As an answer, Dawsyn slowly pulls the ruined boot from Abertha’s foot. The insides are well insulated with layers of hide and fur-lining, and if it weren’t for the gaping seam at the toe, it would have made a fine boot for long-wear. Dawsyn cringes. How long had she walked through the snow? What havoc has the frost wrecked on her?

“Shit,” Dawsyn breathes.

“Holy Mother,” Esra gapes.

Hector curses and backs away, as though it is catching.

Frostbite.

Two of Abertha’s toes have blackened, as though dipped in ink. The others are ominously white and bubbled in blisters, the flesh slower to die.

“Idiot,” Dawsyn mutters, though her throat closes for the girl. “Why would she say nothing?” The wound, the ruined shoe – why travel in silence rather than alert them? “Close your eyes,” Dawsyn says roughly, and presses her palms to the burning flesh of Abertha’s leg, avoiding the wound. “ Cristique. ”

Light fills the cave, and she urges magic into Abertha. Dawsyn cleans the wound first, clears the blood of infection. Then she mutters the spell to repair it and feels the power ebb. The wound begins to stitch slowly, the flesh resisting the effort to rejoin. Dawsyn can feel it pulling back but coaxes it to continue. A little longer, she thinks, feeling the fever dissipate from Abertha’s skin.

Release me, Dawsyn hears, and feels the pressure of resistance intensify.

Dawsyn lets it go. She feels the magic sprint back through her veins, thin and feeble. But the wound at Abertha’s leg is now a fresh pink scar.
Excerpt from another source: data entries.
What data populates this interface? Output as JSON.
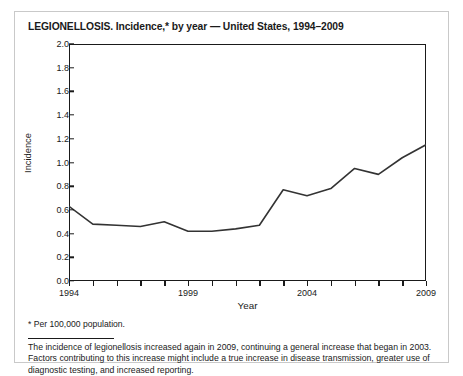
{
  "figure": {
    "title": "LEGIONELLOSIS. Incidence,* by year — United States, 1994–2009",
    "footnote": "* Per 100,000 population.",
    "note": "The incidence of legionellosis increased again in 2009, continuing a general increase that began in 2003. Factors contributing to this increase might include a true increase in disease transmission, greater use of diagnostic testing, and increased reporting."
  },
  "chart_data": {
    "type": "line",
    "title": "LEGIONELLOSIS. Incidence,* by year — United States, 1994–2009",
    "xlabel": "Year",
    "ylabel": "Incidence",
    "xlim": [
      1994,
      2009
    ],
    "ylim": [
      0.0,
      2.0
    ],
    "grid": false,
    "legend": null,
    "x": [
      1994,
      1995,
      1996,
      1997,
      1998,
      1999,
      2000,
      2001,
      2002,
      2003,
      2004,
      2005,
      2006,
      2007,
      2008,
      2009
    ],
    "values": [
      0.63,
      0.48,
      0.47,
      0.46,
      0.5,
      0.42,
      0.42,
      0.44,
      0.47,
      0.77,
      0.72,
      0.78,
      0.95,
      0.9,
      1.04,
      1.15
    ],
    "series": [
      {
        "name": "Incidence per 100,000 population",
        "color": "#333333",
        "values": [
          0.63,
          0.48,
          0.47,
          0.46,
          0.5,
          0.42,
          0.42,
          0.44,
          0.47,
          0.77,
          0.72,
          0.78,
          0.95,
          0.9,
          1.04,
          1.15
        ]
      }
    ],
    "y_ticks": [
      0.0,
      0.2,
      0.4,
      0.6,
      0.8,
      1.0,
      1.2,
      1.4,
      1.6,
      1.8,
      2.0
    ],
    "y_tick_labels": [
      "0.0",
      "0.2",
      "0.4",
      "0.6",
      "0.8",
      "1.0",
      "1.2",
      "1.4",
      "1.6",
      "1.8",
      "2.0"
    ],
    "x_ticks": [
      1994,
      1995,
      1996,
      1997,
      1998,
      1999,
      2000,
      2001,
      2002,
      2003,
      2004,
      2005,
      2006,
      2007,
      2008,
      2009
    ],
    "x_tick_labels_shown": [
      "1994",
      "1999",
      "2004",
      "2009"
    ],
    "x_labeled_years": [
      1994,
      1999,
      2004,
      2009
    ]
  }
}
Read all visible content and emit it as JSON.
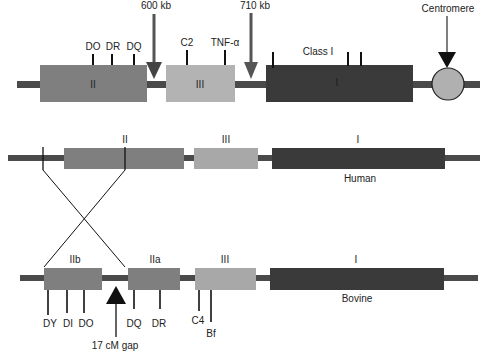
{
  "colors": {
    "class_ii": "#7f7f7f",
    "class_iii": "#b3b3b3",
    "class_i": "#3a3a3a",
    "chromosome": "#4a4a4a",
    "centromere": "#b0b0b0",
    "arrow": "#555555",
    "text": "#222222"
  },
  "top": {
    "region_labels": {
      "class_ii": "II",
      "class_iii": "III",
      "class_i": "I",
      "class_i_title": "Class I"
    },
    "genes": {
      "do": "DO",
      "dr": "DR",
      "dq": "DQ",
      "c2": "C2",
      "tnf": "TNF-α"
    },
    "arrows": {
      "kb600": "600 kb",
      "kb710": "710 kb",
      "centromere": "Centromere"
    }
  },
  "human": {
    "label": "Human",
    "region_labels": {
      "class_ii": "II",
      "class_iii": "III",
      "class_i": "I"
    }
  },
  "bovine": {
    "label": "Bovine",
    "region_labels": {
      "class_iib": "IIb",
      "class_iia": "IIa",
      "class_iii": "III",
      "class_i": "I"
    },
    "genes": {
      "dy": "DY",
      "di": "DI",
      "do": "DO",
      "dq": "DQ",
      "dr": "DR",
      "c4": "C4",
      "bf": "Bf"
    },
    "gap_label": "17 cM gap"
  }
}
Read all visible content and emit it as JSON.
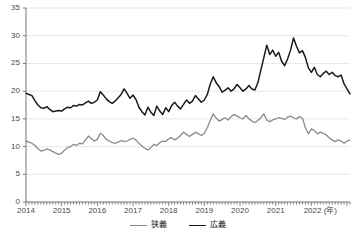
{
  "chart_data": {
    "type": "line",
    "title": "",
    "xlabel": "(年)",
    "ylabel": "",
    "ylim": [
      0,
      35
    ],
    "yticks": [
      0,
      5,
      10,
      15,
      20,
      25,
      30,
      35
    ],
    "xticks": [
      "2014",
      "2015",
      "2016",
      "2017",
      "2018",
      "2019",
      "2020",
      "2021",
      "2022"
    ],
    "x_unit_note": "(年)",
    "grid": "horizontal",
    "legend_position": "bottom-center",
    "tick_interval": "monthly",
    "x_start": "2014-01",
    "x_end": "2022-06",
    "series": [
      {
        "name": "狭義",
        "color": "#8a8a8a",
        "values": [
          11.0,
          10.8,
          10.6,
          10.2,
          9.6,
          9.2,
          9.3,
          9.6,
          9.4,
          9.1,
          8.8,
          8.6,
          8.8,
          9.4,
          9.8,
          10.0,
          10.4,
          10.2,
          10.6,
          10.5,
          11.2,
          11.9,
          11.4,
          11.0,
          11.3,
          12.4,
          12.0,
          11.3,
          11.0,
          10.7,
          10.6,
          10.8,
          11.1,
          10.9,
          11.0,
          11.3,
          11.5,
          11.2,
          10.6,
          10.1,
          9.7,
          9.4,
          9.8,
          10.4,
          10.2,
          10.7,
          11.0,
          10.9,
          11.4,
          11.6,
          11.2,
          11.5,
          12.0,
          12.6,
          12.2,
          11.8,
          12.2,
          12.6,
          12.3,
          12.0,
          12.4,
          13.4,
          14.7,
          15.9,
          15.1,
          14.6,
          14.9,
          15.2,
          14.8,
          15.4,
          15.8,
          15.5,
          15.2,
          15.0,
          15.6,
          15.0,
          14.6,
          14.3,
          14.7,
          15.2,
          15.9,
          14.8,
          14.5,
          14.8,
          15.0,
          15.2,
          15.1,
          14.9,
          15.3,
          15.5,
          15.2,
          15.0,
          15.4,
          15.1,
          13.4,
          12.3,
          13.2,
          12.9,
          12.3,
          12.6,
          12.4,
          12.1,
          11.6,
          11.2,
          10.9,
          11.2,
          11.0,
          10.6,
          11.0,
          11.2
        ]
      },
      {
        "name": "広義",
        "color": "#1a1a1a",
        "values": [
          19.6,
          19.4,
          19.2,
          18.3,
          17.5,
          17.0,
          16.9,
          17.2,
          16.7,
          16.3,
          16.4,
          16.5,
          16.4,
          16.8,
          17.1,
          17.0,
          17.4,
          17.3,
          17.6,
          17.5,
          17.9,
          18.2,
          17.8,
          18.0,
          18.4,
          19.9,
          19.3,
          18.6,
          18.1,
          17.8,
          18.2,
          18.8,
          19.4,
          20.4,
          19.6,
          18.7,
          19.3,
          18.5,
          17.1,
          16.3,
          15.7,
          17.1,
          16.2,
          15.6,
          17.3,
          16.4,
          15.8,
          17.0,
          16.3,
          17.4,
          18.0,
          17.3,
          16.8,
          17.6,
          18.4,
          17.8,
          18.2,
          19.2,
          18.6,
          18.0,
          18.4,
          19.4,
          21.3,
          22.6,
          21.5,
          20.8,
          19.8,
          20.2,
          20.6,
          20.0,
          20.4,
          21.2,
          20.6,
          20.0,
          20.4,
          21.0,
          20.4,
          20.2,
          21.5,
          23.8,
          26.0,
          28.3,
          26.6,
          27.4,
          26.3,
          27.0,
          25.4,
          24.6,
          25.8,
          27.4,
          29.6,
          28.1,
          26.9,
          27.3,
          26.1,
          24.2,
          23.4,
          24.3,
          23.0,
          22.6,
          23.2,
          23.6,
          23.0,
          23.4,
          22.8,
          22.6,
          22.9,
          21.3,
          20.4,
          19.5
        ]
      }
    ]
  },
  "axis": {
    "y_labels": [
      "35",
      "30",
      "25",
      "20",
      "15",
      "10",
      "5",
      "0"
    ],
    "x_labels": [
      "2014",
      "2015",
      "2016",
      "2017",
      "2018",
      "2019",
      "2020",
      "2021",
      "2022"
    ],
    "x_unit": "(年)"
  },
  "legend": {
    "items": [
      {
        "label": "狭義",
        "color": "#8a8a8a"
      },
      {
        "label": "広義",
        "color": "#1a1a1a"
      }
    ]
  }
}
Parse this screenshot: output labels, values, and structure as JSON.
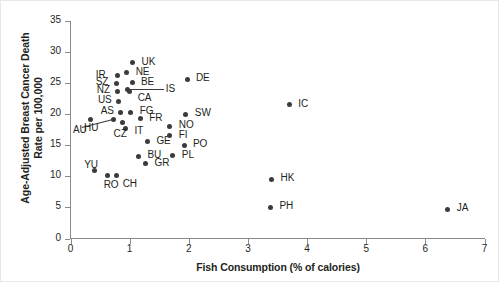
{
  "chart_data": {
    "type": "scatter",
    "title": "",
    "xlabel": "Fish Consumption (% of calories)",
    "ylabel": "Age-Adjusted Breast Cancer Death Rate per 100,000",
    "ylabel_line1": "Age-Adjusted Breast Cancer Death",
    "ylabel_line2": "Rate per 100,000",
    "xlim": [
      0,
      7
    ],
    "ylim": [
      0,
      35
    ],
    "xticks": [
      "0",
      "1",
      "2",
      "3",
      "4",
      "5",
      "6",
      "7"
    ],
    "yticks": [
      "0",
      "5",
      "10",
      "15",
      "20",
      "25",
      "30",
      "35"
    ],
    "grid": false,
    "legend": false,
    "marker_color": "#3b3b3b",
    "axis_color": "#8a8a8a",
    "points": [
      {
        "label": "UK",
        "x": 1.05,
        "y": 28.3,
        "lx": 9,
        "ly": -6
      },
      {
        "label": "NE",
        "x": 0.95,
        "y": 26.7,
        "lx": 9,
        "ly": -6
      },
      {
        "label": "IR",
        "x": 0.8,
        "y": 26.2,
        "lx": -22,
        "ly": -6
      },
      {
        "label": "BE",
        "x": 1.04,
        "y": 25.1,
        "lx": 9,
        "ly": -6
      },
      {
        "label": "SZ",
        "x": 0.78,
        "y": 25.0,
        "lx": -21,
        "ly": -6
      },
      {
        "label": "CA",
        "x": 1.0,
        "y": 23.6,
        "lx": 8,
        "ly": 1
      },
      {
        "label": "NZ",
        "x": 0.8,
        "y": 23.7,
        "lx": -21,
        "ly": -6
      },
      {
        "label": "IS",
        "x": 0.97,
        "y": 24.0,
        "lx": 38,
        "ly": -5,
        "leader": true
      },
      {
        "label": "US",
        "x": 0.82,
        "y": 22.1,
        "lx": -21,
        "ly": -6
      },
      {
        "label": "FG",
        "x": 1.02,
        "y": 20.3,
        "lx": 9,
        "ly": -6
      },
      {
        "label": "AS",
        "x": 0.85,
        "y": 20.2,
        "lx": -20,
        "ly": -7
      },
      {
        "label": "FR",
        "x": 1.18,
        "y": 19.3,
        "lx": 9,
        "ly": -6
      },
      {
        "label": "HU",
        "x": 0.72,
        "y": 19.1,
        "lx": -29,
        "ly": 3,
        "leader": true
      },
      {
        "label": "AU",
        "x": 0.33,
        "y": 19.2,
        "lx": -17,
        "ly": 6
      },
      {
        "label": "IT",
        "x": 0.93,
        "y": 17.7,
        "lx": 9,
        "ly": -3
      },
      {
        "label": "CZ",
        "x": 0.88,
        "y": 18.6,
        "lx": -9,
        "ly": 6
      },
      {
        "label": "GE",
        "x": 1.3,
        "y": 15.6,
        "lx": 9,
        "ly": -6
      },
      {
        "label": "PL",
        "x": 1.73,
        "y": 13.3,
        "lx": 9,
        "ly": -6
      },
      {
        "label": "BU",
        "x": 1.15,
        "y": 13.2,
        "lx": 9,
        "ly": -6
      },
      {
        "label": "GR",
        "x": 1.27,
        "y": 12.0,
        "lx": 9,
        "ly": -6
      },
      {
        "label": "YU",
        "x": 0.4,
        "y": 11.0,
        "lx": -10,
        "ly": -10
      },
      {
        "label": "RO",
        "x": 0.63,
        "y": 10.1,
        "lx": -4,
        "ly": 4
      },
      {
        "label": "CH",
        "x": 0.78,
        "y": 10.1,
        "lx": 6,
        "ly": 3
      },
      {
        "label": "DE",
        "x": 1.97,
        "y": 25.6,
        "lx": 9,
        "ly": -6
      },
      {
        "label": "SW",
        "x": 1.95,
        "y": 20.0,
        "lx": 9,
        "ly": -6
      },
      {
        "label": "NO",
        "x": 1.68,
        "y": 18.1,
        "lx": 9,
        "ly": -6
      },
      {
        "label": "FI",
        "x": 1.68,
        "y": 16.5,
        "lx": 9,
        "ly": -6
      },
      {
        "label": "PO",
        "x": 1.92,
        "y": 15.0,
        "lx": 9,
        "ly": -6
      },
      {
        "label": "IC",
        "x": 3.7,
        "y": 21.5,
        "lx": 9,
        "ly": -6
      },
      {
        "label": "HK",
        "x": 3.4,
        "y": 9.5,
        "lx": 9,
        "ly": -6
      },
      {
        "label": "PH",
        "x": 3.38,
        "y": 5.0,
        "lx": 9,
        "ly": -6
      },
      {
        "label": "JA",
        "x": 6.38,
        "y": 4.7,
        "lx": 9,
        "ly": -6
      }
    ]
  }
}
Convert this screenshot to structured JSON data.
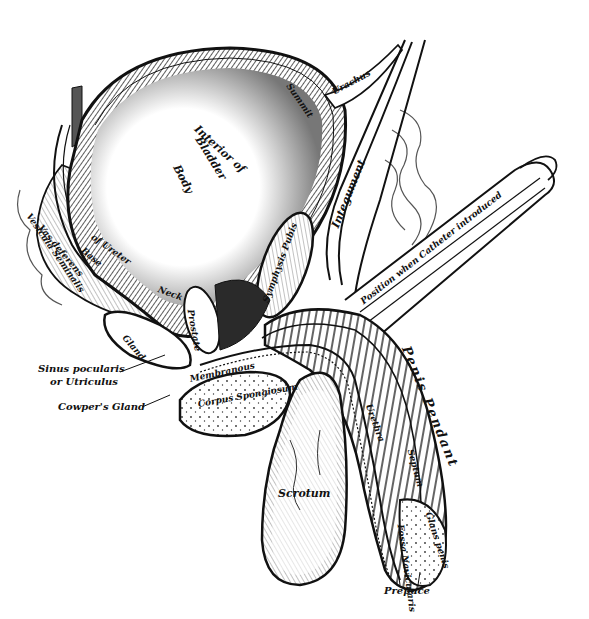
{
  "figure": {
    "colors": {
      "ink": "#111111",
      "shade": "#6b6b6b",
      "mid": "#9a9a9a",
      "light": "#d6d6d6",
      "paper": "#ffffff"
    }
  },
  "labels": {
    "interior_of_bladder": "Interior of",
    "bladder": "Bladder",
    "body": "Body",
    "summit": "Summit",
    "urachus": "Urachus",
    "integument": "Integument",
    "symphysis_pubis": "Symphysis Pubis",
    "catheter": "Position when Catheter introduced",
    "vesicula_seminalis": "Vesicula Seminalis",
    "vas_deferens": "Vas deferens",
    "of_ureter": "of Ureter",
    "base": "Base",
    "neck": "Neck",
    "prostate": "Prostate",
    "gland": "Gland",
    "membranous": "Membranous",
    "sinus_pocularis": "Sinus pocularis",
    "or_utriculus": "or Utriculus",
    "cowpers_gland": "Cowper's Gland",
    "corpus_spongiosum": "Corpus Spongiosum",
    "penis_pendant": "Penis Pendant",
    "urethra": "Urethra",
    "septum": "Septum",
    "scrotum": "Scrotum",
    "fossa_navicularis": "Fossa Navicularis",
    "glans_penis": "Glans penis",
    "prepuce": "Prepuce"
  }
}
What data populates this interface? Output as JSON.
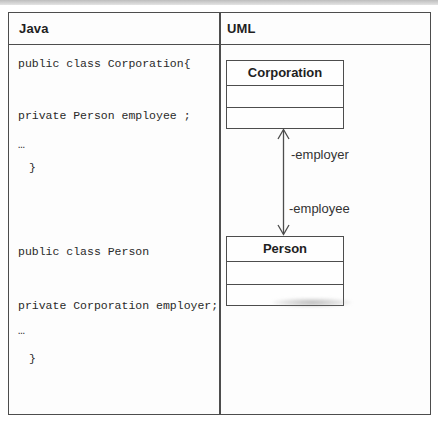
{
  "figure": {
    "type": "java-vs-uml comparison table",
    "colors": {
      "table_border": "#4d4d4d",
      "header_text": "#1f1f1f",
      "code_text": "#2a2a2a",
      "label_text": "#333333",
      "scan_band": "#bdbdbd",
      "background": "#ffffff"
    }
  },
  "table": {
    "header": {
      "left": "Java",
      "right": "UML"
    }
  },
  "java": {
    "lines": [
      {
        "text": "public class Corporation{"
      },
      {
        "text": "private Person employee ;"
      },
      {
        "text": "…"
      },
      {
        "text": "}"
      },
      {
        "text": "public class Person"
      },
      {
        "text": "private Corporation employer;"
      },
      {
        "text": "…"
      },
      {
        "text": "}"
      }
    ]
  },
  "uml": {
    "classes": [
      {
        "name": "Corporation"
      },
      {
        "name": "Person"
      }
    ],
    "association": {
      "top_label": "-employer",
      "bottom_label": "-employee",
      "arrow_style": "open arrowheads both ends"
    }
  }
}
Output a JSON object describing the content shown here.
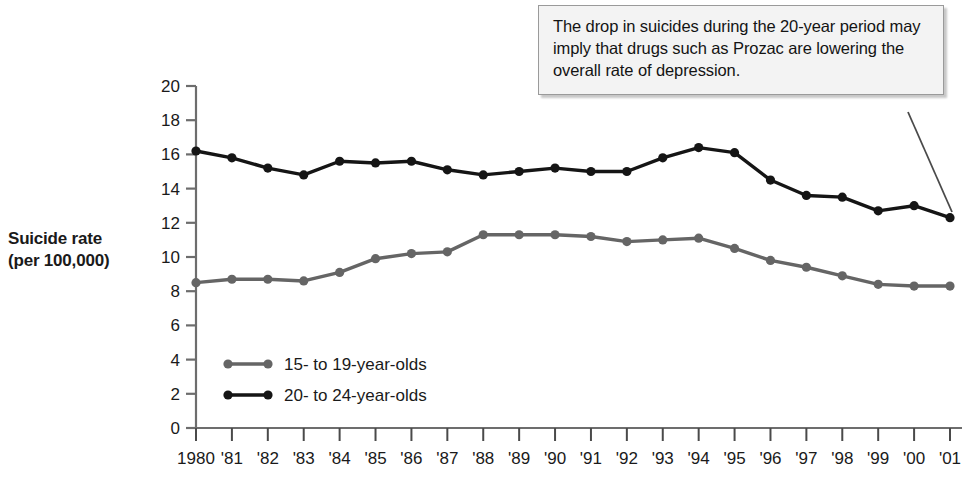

It is not completely healed, but Abertha’s eyes are open and searching. Her cheeks pinken delicately with the chill in the cave.

Dawsyn feels an intense pounding in her head, and her vision swims.

“Bertie?” Hector says, grasping her shoulders. “Are you well?”

Abertha looks at him, then Dawsyn. “I… Yes. I think so.”

But Dawsyn’s waning gaze has found Abertha’s toes once more, and though the white-tipped smaller toes have returned to their healthy pink, the first two remain black as coal.

“Dawsyn…Thank you,” Abertha says, leaning up on her elbows. She bends her leg to view the scar better and winces.

“Do not thank me,” Dawsyn says, sighing sadly.

Abertha frowns. “Without you, I would have died.”

“You should have told us you were cut.” Dawsyn closes her eyes against the thumping in her skull. “Surely you knew better.”

Abertha looked suddenly uncomfortable. “I saw what happened to that blonde mage in the Chasm. I didn’t want you to use your powers if you were depleted. It was only a cut.”

“A cut that can become easily fouled. As you ought to know.”

“I wasn’t aware it had fouled,” Abertha bites, oddly petulant. It strokes a long-gone memory Dawsyn can’t quite reach. Her mind is addled enough.

“And were you aware your boot had split at the sole?”

“My boot?”

Dawsyn holds it aloft. The frayed stitching dangles.

The girl looks mystified. “No. I was not aware.”

“If tha’ fever set in early, she won’t’ve felt a bloody thin’ beneath the ankle, Dawsyn,” Salem offers from somewhere behind her.

Abertha shakes her head, baffled. “I will mend it before we continue.”

“We will not be continuing for a while,” Dawsyn utters, scrubbing her face.

“What? Why?”

Dawsyn takes a breath. She grips her knees and flexes her fingers, preparing. “You are frostbitten.”

Abertha’s eyes widen, then she sits up, staring down at the deadened flesh of what was once her toes.

“Can you heal them?” Hector asks Dawsyn in a hushed voice. “Once you are rested?”

But Dawsyn healed the other toes, and if it were possible to restore dead flesh, she imagines the magic would have made its mark on the ruined ones. She turns to Hector and lets him read the answer in her eyes.

Hector’s face falls.

“Perhaps in a day or so,” Abertha offers. “Once your magic returns?”

Dawsyn looks back at Abertha and works her face into a smile. “Of course,” she says.

Abertha sighs, then chuckles incredulously. “Thank the Mother. I apologise, I am normally more vigilant. But I am grateful to you, Dawsyn, truly.”

“As I said,” Dawsyn answers, quietly taking a blade from inside her cloak. “Do not thank me.”

She waits for Abertha to grin and look away. Then she grits her teeth. “Hold her.”

Hector leaps forward, throwing his full weight over the girl’s legs.

And Dawsyn takes the knife to Abertha’s toes, pressing the blade all the way through flesh and bone until it meets the ground.